TR-2022-04

Dennard, Carbon, and Moore: Technology Trends Shaping Future Investment in Scientific Computing Equipment

Mark Dietrich; Andrew A Chien. 25 May, 2022.
Communicated by Andrew Chien.

Abstract

Stable technology trends have shaped the trajectory of scientific computing equipment investment for decades, creating patterns of equipment purchase, lifetime, and use. In recent years, changes in the rate of computing improvement, power density, and computing density, and total cost of ownership (TCO). Creating a net-present-value (NPV) model for computing resources, we reconsider traditional investment patterns for scientific computing equipment that supports discovery science and higher education. We assume the goal of investment is to maximize the delivered computational capability of a computing center or a fleet of systems, and explore a range of technology evolution scenarios, finding optimized strategies for each. The major conclusions include:

- Continued performance improvement drives replacement cycles similar to historical patterns (4-7 years). This was counter to our expectations and reflects the continuing attraction of future systems based on improving technology. The future system economics and capabilities are too compelling to slow down.

- Growing power consumption of SCE systems is a challenge if we are to sustain growth in computing capability. This power consumption presents challenges in growing operational cost, carbon impact, and facilities requirements. These challenges may require changes in academic computing and NSF program strategies.

- Fueled by continuing compute density improvements and advanced cooling systems (e.g., water, immersion), the datacenter space requirements for SCE do not increase dramatically. This was also counter to our initial expectations.

- The growing power consumption of SCE systems drives an increasing Scope 2 (direct CO2 emissions) impact. This motivates new approaches that increase the ability to use low-carbon (and low-cost) power, as electricity cost becomes an increasing fraction of TCO. Fortunately, total carbon emissions from power, and quantity of power consumed, can be decoupled using renewable power, and adopting green siting for systems. Such a strategy is an attractive approach for the future.

Original Document

The original document is available in PDF (uploaded 25 May, 2022 by Andrew Chien).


Give each line of the records again exactly and omit every picture.

Dataset entries:
##########

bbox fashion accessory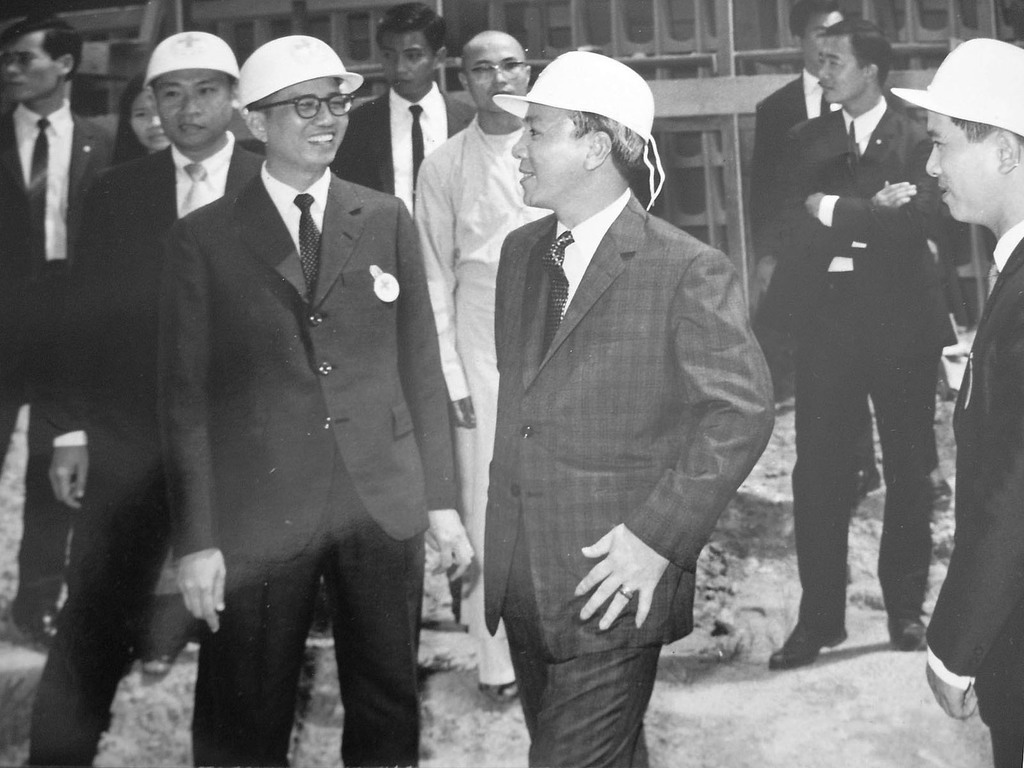
291:195:327:296
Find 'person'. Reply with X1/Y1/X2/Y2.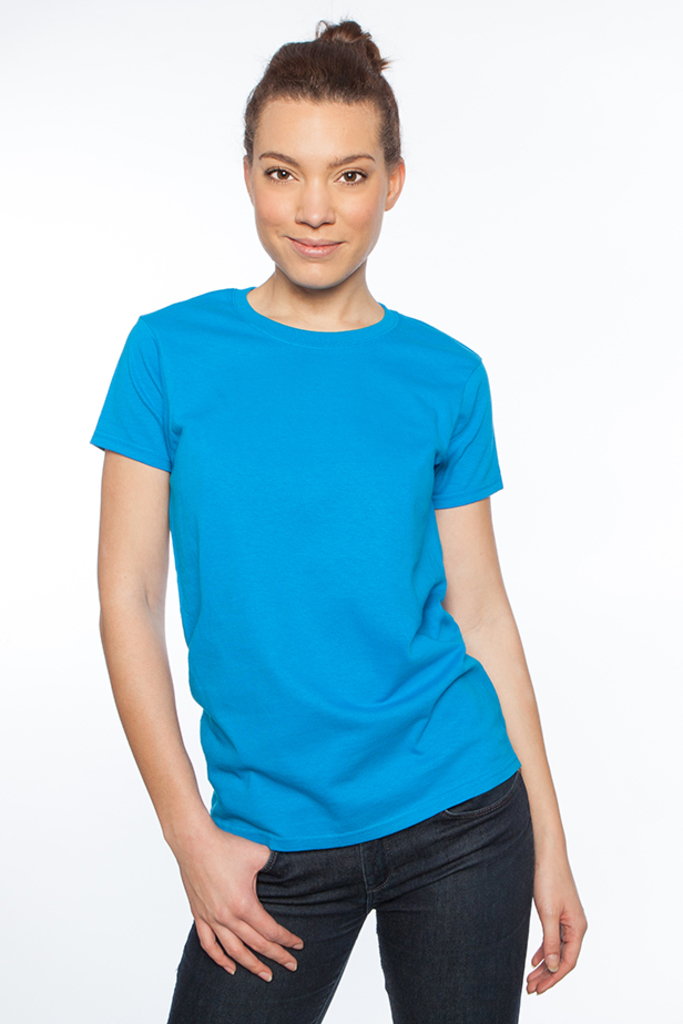
71/11/560/1023.
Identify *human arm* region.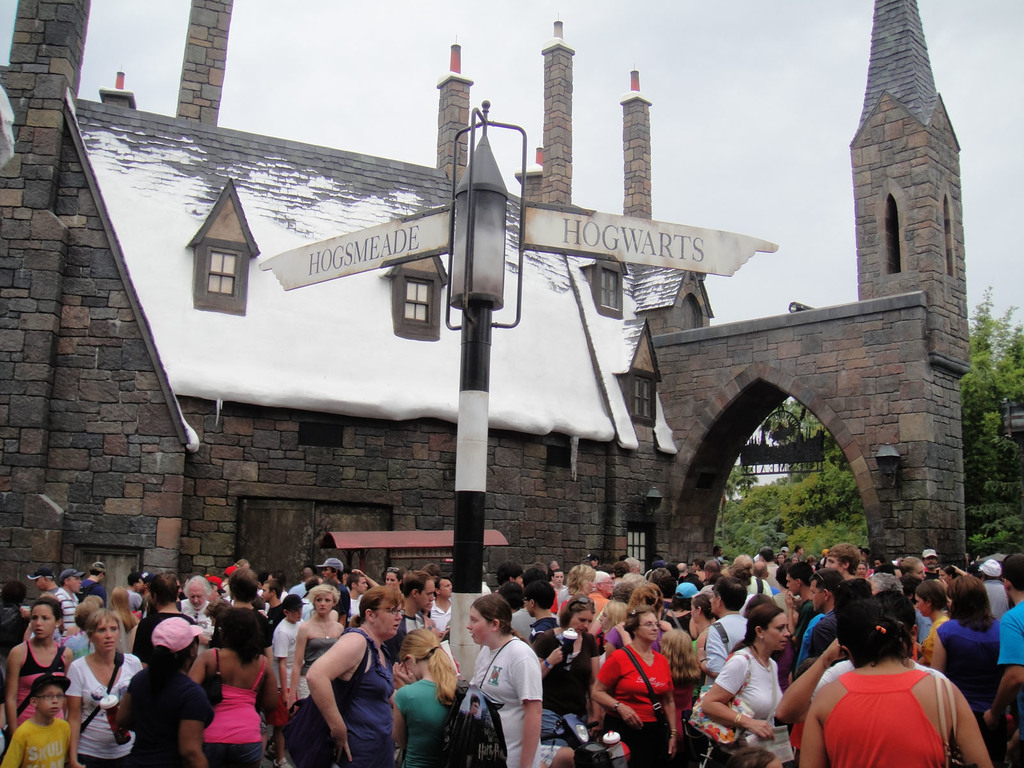
Region: [659,617,676,633].
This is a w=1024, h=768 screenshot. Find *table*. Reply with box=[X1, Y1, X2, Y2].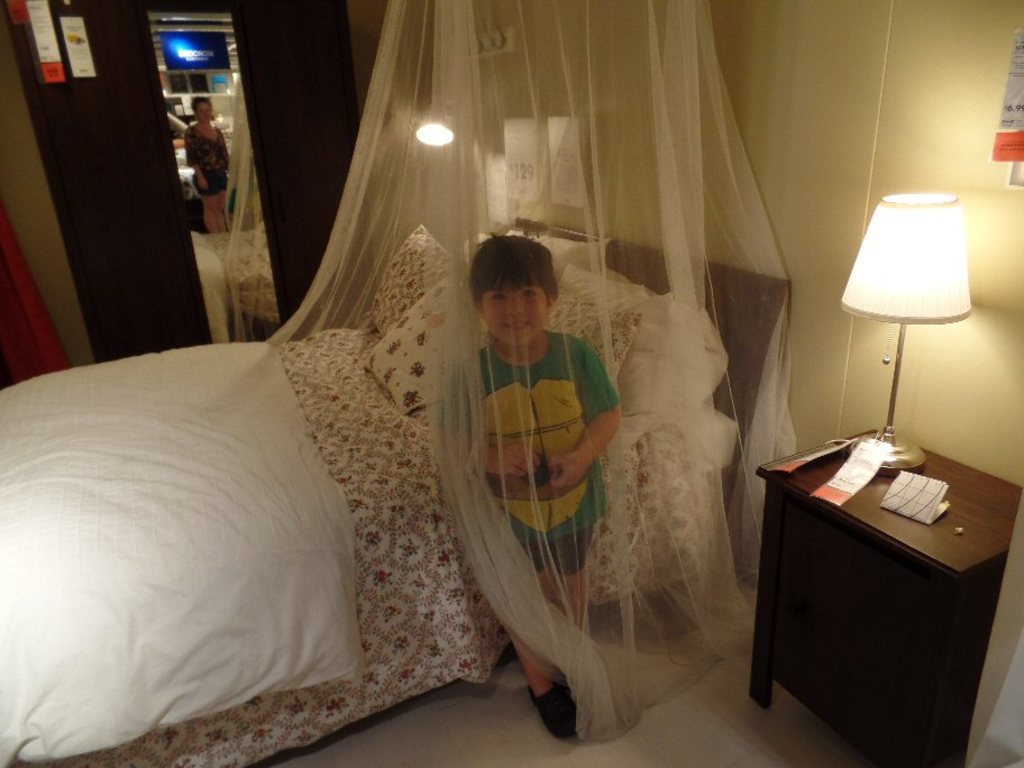
box=[753, 429, 1023, 767].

##########

— TASK RESPONSE —
bbox fashion accessory
291:195:327:296
Find 'person'. Reply with X1/Y1/X2/Y2.
71/11/560/1023.
Identify *human arm* region.
Region: [659,617,676,633].
This is a w=1024, h=768 screenshot. Find *table*. Reply with box=[X1, Y1, X2, Y2].
box=[753, 429, 1023, 767].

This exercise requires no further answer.